For the first time, credible science-based ideas have emerged to put an end to this extraordinary scale of preventable human suffering. They will be the highlight of UN chief Antonio Guterres’s Food Systems Summit on September 23.
The summit on food will be the sixth since 1943 but this one will be the first to bring together heads of state at the UN General Assembly on the systems aspects of food and world hunger.
Guterres will seek concrete commitments from the US, Europe, China and developing countries to change how they deal with every aspect of food. Hopefully, President Joe Biden will use it as an opportunity to do what American has done best in the past, i.e., helping those in need around the world. This time, to put nutritious food on the table for everyone.

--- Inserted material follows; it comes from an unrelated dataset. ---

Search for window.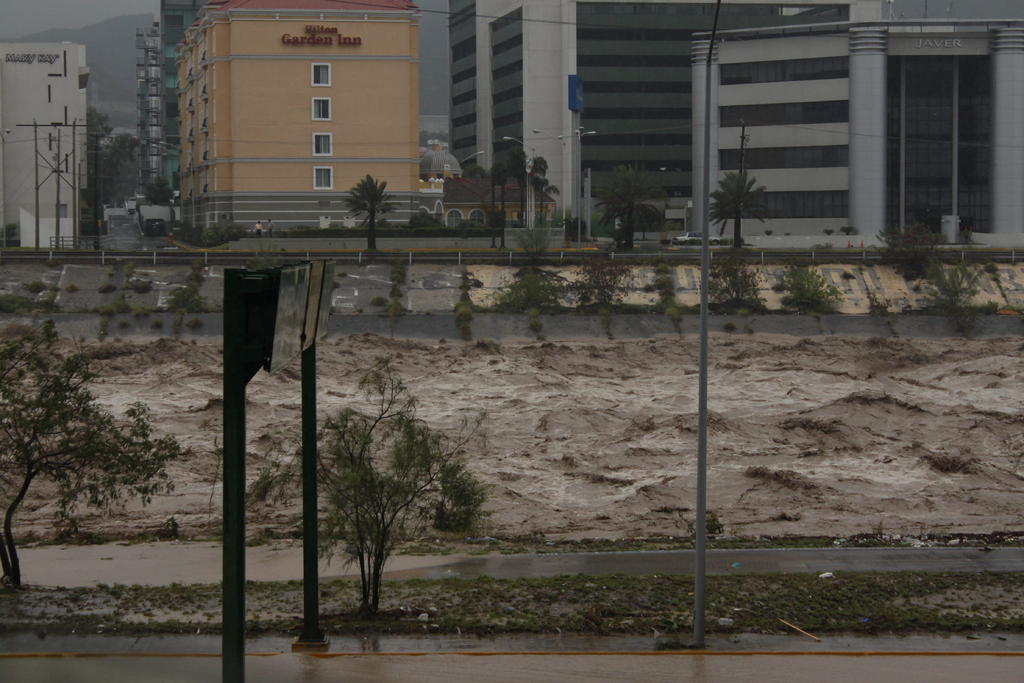
Found at [x1=577, y1=26, x2=692, y2=41].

Guterres says inefficient global food systems are at the root of a huge rise in hunger as well as one-third of all harmful carbon emissions and 80 per cent of biodiversity loss. Food disruptions caused by the COVID-19 pandemic have resulted in three billion people not being able to afford healthy diets.

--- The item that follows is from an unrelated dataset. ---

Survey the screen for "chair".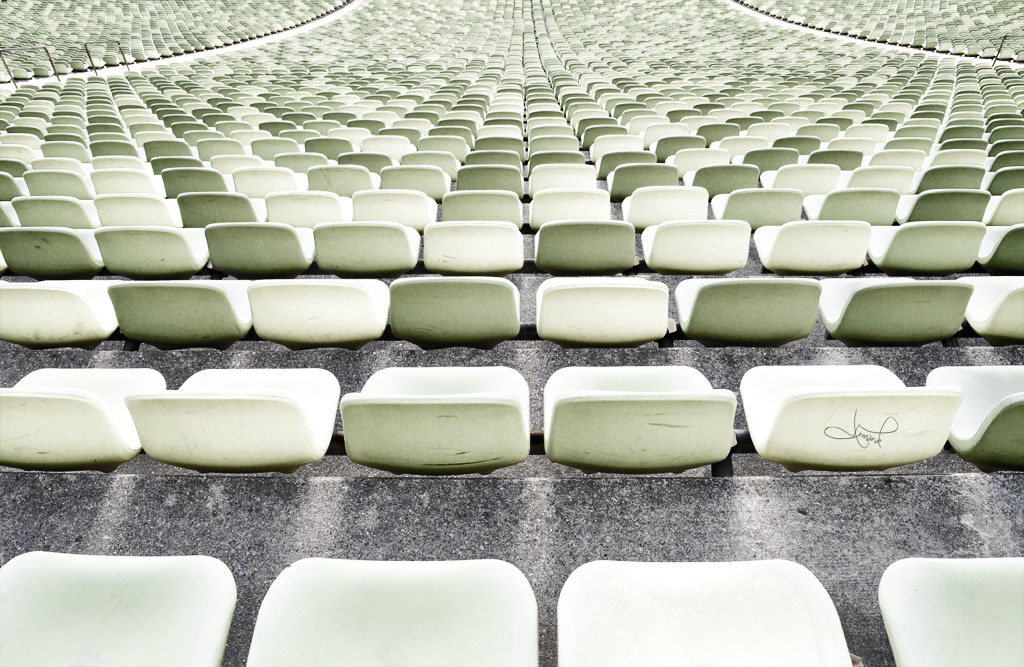
Survey found: (x1=922, y1=363, x2=1023, y2=466).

The hidden costs of inefficient food systems is estimated at $12-trillion. The term “food system” encompasses every person and every process involved in growing, raising or making food and getting it to people.
Science brings pointers on healthy eating and policy guidelines for food labels and using taxes and regulations to discourage unhealthy foods. Large American and European industrial food processing companies will try to slow down the spread of such ideas to poorer countries, even though they are already applied in most developed economies. So, the summit’s outcomes are unlikely to have smooth passage.
The encouraging new element is that the specific ideas before the summit will be based on advice from a group of leading scientists that was asked to ensure that the science underpinning the 2021 summit is robust, broad and independent.
Although the international community has regularly followed scientific advice on climate change and biodiversity, this is the first time that scientists have been explicitly brought into top-level negotiations on food.
This is important because billions of people make a living in the world’s food systems, especially in heavily populated poorer regions. Farming accounts for nearly 70% of rural income in Africa and about half of rural income in South Asia.
Food systems profoundly affect people’s health as well as the environment, economies and societies. The summit will discuss science-based findings on reforming food systems to make healthy and nutritious foods more available, affordable and accessible.
Reformed systems would place much higher priority on research and development in agriculture to increase productivity without harming the earth while slashing food waste and losses.
The agri-food system covers the journey of food from tillage to table – from when it is planted, grown, harvested, processed, packaged, transported, distributed, traded, bought, prepared, eaten and disposed of.
It encompasses non-food products such as forestry, animal rearing, use of feedstock, biomass to produce biofuels and fibers. It constitutes all of the activities, investments and choices made in agri-food products and impacts on the livelihoods of all the people involved.
This is a vast range of activities that call for much more scientific expertise on technological innovations, including land and water, livestock and fisheries, and biodiversity and climate.
The use of high-tech methods in poorer countries could cut waste, e.g., by scaling up solar energy and battery storage technologies to make food processing and preservation more affordable. New forms of packaging using recycled materials, coatings of nanomaterials and even edible films would keep foods fresh for longer.